Again, Rome did practiced it in large scale, not seen before in Mediterranean basin. While slavery was practiced, it differed often from what existed at Rome. Egyptian civilisation didn't knew productive slavery (while knowing domestic and penal one), Celts and Germans knew a form of domestic slavery that looked more the servile clients of Middle Ages (Islamic or Christian) than the slavery Rome had.
In mediterranean basin, I can think only of Greeks and Carthaginians (hard to say for them, as few sources were kept) that used to have enslaved "armies". And really, Rome put this at a new brand scale : regions that didn't had such (and more considered as "producing" slaves before) were "gifted" with slavery economy (Iberia being particularly interesting on this regard)
It's not only a matter of quantity, tough. Roman treatment of slaves was harsh, incredbibly harsh : Caton's opinion concerning how slaves should be treated is a good exemple.
Now, slaves were usually better treated relativly to rural ones (at the point it was a common threat to send them farming), but "magister" slaves, teacher or "familial" slaves well treated, were the minority. "Ministeri" were the majority, and less considered (prostitutes, lows works, etc.)
It went at the point that slaves revolts, that are always rare and limited in slavery societies, happened regularly and in huge numbers at the end of Republic.
So yeah, Romans created new standarts on this regard.
It doesn't mean we have to reject roman legacy (is such thing is possible) but for avoiding this to be used for more contenporary goals (colonialism and fascism are good exemples of that), whitewashing Roman history isn't going to be a wise move.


Would you copy each line of the data below that has "homeless"?

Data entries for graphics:
_ _ _ _ _ _ _

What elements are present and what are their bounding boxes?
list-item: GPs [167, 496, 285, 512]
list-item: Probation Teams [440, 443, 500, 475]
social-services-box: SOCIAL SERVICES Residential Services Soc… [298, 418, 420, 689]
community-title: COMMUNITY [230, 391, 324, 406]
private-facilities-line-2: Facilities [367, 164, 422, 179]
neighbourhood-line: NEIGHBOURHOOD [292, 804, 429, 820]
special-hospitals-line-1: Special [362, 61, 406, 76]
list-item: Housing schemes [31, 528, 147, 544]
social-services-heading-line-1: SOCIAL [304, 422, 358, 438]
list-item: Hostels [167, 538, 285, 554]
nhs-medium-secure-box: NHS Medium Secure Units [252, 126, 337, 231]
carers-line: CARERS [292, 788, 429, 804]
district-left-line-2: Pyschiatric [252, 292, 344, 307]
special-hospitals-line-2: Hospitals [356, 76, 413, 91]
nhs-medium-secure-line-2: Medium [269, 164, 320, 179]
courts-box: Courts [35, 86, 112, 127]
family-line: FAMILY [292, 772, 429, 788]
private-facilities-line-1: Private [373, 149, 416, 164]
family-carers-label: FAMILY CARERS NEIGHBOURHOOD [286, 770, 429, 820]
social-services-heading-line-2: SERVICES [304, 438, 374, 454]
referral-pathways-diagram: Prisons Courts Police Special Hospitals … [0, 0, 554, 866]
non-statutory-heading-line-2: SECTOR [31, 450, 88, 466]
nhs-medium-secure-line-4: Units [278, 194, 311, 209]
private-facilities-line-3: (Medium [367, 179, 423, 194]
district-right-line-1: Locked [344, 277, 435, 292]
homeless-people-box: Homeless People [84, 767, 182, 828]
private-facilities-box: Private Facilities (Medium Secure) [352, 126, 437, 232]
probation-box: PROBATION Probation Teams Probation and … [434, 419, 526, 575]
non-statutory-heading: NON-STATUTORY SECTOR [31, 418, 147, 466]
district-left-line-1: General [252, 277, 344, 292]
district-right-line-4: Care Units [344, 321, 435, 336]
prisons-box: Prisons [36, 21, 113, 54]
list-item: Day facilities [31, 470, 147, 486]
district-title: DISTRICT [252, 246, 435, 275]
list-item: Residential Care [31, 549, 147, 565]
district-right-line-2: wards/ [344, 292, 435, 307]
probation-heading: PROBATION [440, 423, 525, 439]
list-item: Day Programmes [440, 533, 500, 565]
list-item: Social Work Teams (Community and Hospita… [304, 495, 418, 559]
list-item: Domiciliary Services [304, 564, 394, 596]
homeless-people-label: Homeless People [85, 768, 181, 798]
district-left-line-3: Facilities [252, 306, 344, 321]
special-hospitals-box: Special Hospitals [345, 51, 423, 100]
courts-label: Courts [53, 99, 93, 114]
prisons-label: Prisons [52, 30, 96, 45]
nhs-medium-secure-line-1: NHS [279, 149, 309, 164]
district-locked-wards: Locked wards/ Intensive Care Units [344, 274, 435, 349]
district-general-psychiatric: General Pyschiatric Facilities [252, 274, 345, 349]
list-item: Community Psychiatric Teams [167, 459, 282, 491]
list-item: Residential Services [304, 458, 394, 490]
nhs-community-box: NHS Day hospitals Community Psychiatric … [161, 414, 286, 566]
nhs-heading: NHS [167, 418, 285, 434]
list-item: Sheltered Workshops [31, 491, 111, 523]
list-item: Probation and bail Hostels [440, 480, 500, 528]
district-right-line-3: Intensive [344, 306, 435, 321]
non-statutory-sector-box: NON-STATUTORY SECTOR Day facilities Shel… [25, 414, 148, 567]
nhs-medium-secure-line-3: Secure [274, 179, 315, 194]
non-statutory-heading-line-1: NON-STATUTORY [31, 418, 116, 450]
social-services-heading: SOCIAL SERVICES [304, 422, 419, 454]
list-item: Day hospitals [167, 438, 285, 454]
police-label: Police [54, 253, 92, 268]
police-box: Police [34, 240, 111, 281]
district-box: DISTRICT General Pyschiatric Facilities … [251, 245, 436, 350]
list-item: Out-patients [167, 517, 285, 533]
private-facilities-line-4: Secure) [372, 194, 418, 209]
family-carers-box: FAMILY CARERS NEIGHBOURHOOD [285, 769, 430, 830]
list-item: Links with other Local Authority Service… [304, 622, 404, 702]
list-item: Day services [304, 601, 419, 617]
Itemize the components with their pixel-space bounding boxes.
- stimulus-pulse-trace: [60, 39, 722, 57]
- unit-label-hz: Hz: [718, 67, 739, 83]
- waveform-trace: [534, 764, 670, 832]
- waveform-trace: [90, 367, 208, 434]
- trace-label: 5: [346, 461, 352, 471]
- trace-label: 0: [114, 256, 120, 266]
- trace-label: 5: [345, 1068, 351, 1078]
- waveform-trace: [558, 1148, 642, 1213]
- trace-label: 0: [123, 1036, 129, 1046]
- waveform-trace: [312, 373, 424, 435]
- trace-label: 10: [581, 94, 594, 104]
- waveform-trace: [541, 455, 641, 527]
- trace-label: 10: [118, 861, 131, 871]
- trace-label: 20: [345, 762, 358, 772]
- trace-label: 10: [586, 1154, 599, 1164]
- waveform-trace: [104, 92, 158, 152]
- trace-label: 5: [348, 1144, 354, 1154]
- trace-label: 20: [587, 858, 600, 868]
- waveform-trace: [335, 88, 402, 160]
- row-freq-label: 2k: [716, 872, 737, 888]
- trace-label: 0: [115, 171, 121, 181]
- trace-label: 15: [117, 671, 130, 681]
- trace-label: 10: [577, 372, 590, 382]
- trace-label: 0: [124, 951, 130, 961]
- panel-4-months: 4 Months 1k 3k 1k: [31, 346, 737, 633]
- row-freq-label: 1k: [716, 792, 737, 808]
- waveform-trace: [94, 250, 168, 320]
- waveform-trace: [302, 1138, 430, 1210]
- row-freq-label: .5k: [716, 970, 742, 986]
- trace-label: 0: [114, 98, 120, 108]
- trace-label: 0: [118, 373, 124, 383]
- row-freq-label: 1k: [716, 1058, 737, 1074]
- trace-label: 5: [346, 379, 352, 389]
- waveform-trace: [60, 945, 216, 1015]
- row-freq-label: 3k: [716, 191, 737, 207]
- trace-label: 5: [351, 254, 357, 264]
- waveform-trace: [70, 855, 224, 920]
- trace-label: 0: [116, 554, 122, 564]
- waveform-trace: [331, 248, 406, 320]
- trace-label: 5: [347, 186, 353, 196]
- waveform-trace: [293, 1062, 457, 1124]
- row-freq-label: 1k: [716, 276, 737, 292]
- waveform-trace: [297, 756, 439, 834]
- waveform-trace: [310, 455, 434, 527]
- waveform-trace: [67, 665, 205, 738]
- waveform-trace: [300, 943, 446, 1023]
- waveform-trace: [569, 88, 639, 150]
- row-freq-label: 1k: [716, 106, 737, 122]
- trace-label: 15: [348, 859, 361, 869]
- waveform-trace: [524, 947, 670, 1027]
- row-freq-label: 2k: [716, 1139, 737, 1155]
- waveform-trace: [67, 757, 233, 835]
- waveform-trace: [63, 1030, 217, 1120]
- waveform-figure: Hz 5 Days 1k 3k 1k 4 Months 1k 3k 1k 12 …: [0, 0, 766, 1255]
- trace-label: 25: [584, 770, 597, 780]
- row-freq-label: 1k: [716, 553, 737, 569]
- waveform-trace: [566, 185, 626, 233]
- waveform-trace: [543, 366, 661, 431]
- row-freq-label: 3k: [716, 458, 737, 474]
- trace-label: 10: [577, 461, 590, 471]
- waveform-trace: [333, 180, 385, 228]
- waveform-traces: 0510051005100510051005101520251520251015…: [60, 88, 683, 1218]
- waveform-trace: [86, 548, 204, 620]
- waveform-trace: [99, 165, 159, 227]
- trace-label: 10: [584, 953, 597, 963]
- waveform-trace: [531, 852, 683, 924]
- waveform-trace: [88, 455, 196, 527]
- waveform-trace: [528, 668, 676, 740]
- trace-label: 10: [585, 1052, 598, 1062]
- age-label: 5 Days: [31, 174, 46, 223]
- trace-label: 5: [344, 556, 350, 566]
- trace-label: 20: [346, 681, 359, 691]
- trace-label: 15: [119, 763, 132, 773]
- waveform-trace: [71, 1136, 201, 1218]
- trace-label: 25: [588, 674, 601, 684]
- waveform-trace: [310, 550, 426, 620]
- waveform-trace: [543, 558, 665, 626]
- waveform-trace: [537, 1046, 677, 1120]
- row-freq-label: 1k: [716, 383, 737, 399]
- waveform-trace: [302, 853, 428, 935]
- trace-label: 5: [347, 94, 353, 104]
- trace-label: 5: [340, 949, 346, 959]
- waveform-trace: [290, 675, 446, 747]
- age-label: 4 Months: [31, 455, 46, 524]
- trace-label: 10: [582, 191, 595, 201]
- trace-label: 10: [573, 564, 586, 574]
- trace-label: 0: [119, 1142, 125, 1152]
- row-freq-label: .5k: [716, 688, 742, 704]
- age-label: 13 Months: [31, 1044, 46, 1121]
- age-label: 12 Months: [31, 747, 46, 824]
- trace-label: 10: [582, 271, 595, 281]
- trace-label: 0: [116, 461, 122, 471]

_ _ _ _ _ _ _

# THE ANSWER:
homeless-people-box: Homeless People [84, 767, 182, 828]
homeless-people-label: Homeless People [85, 768, 181, 798]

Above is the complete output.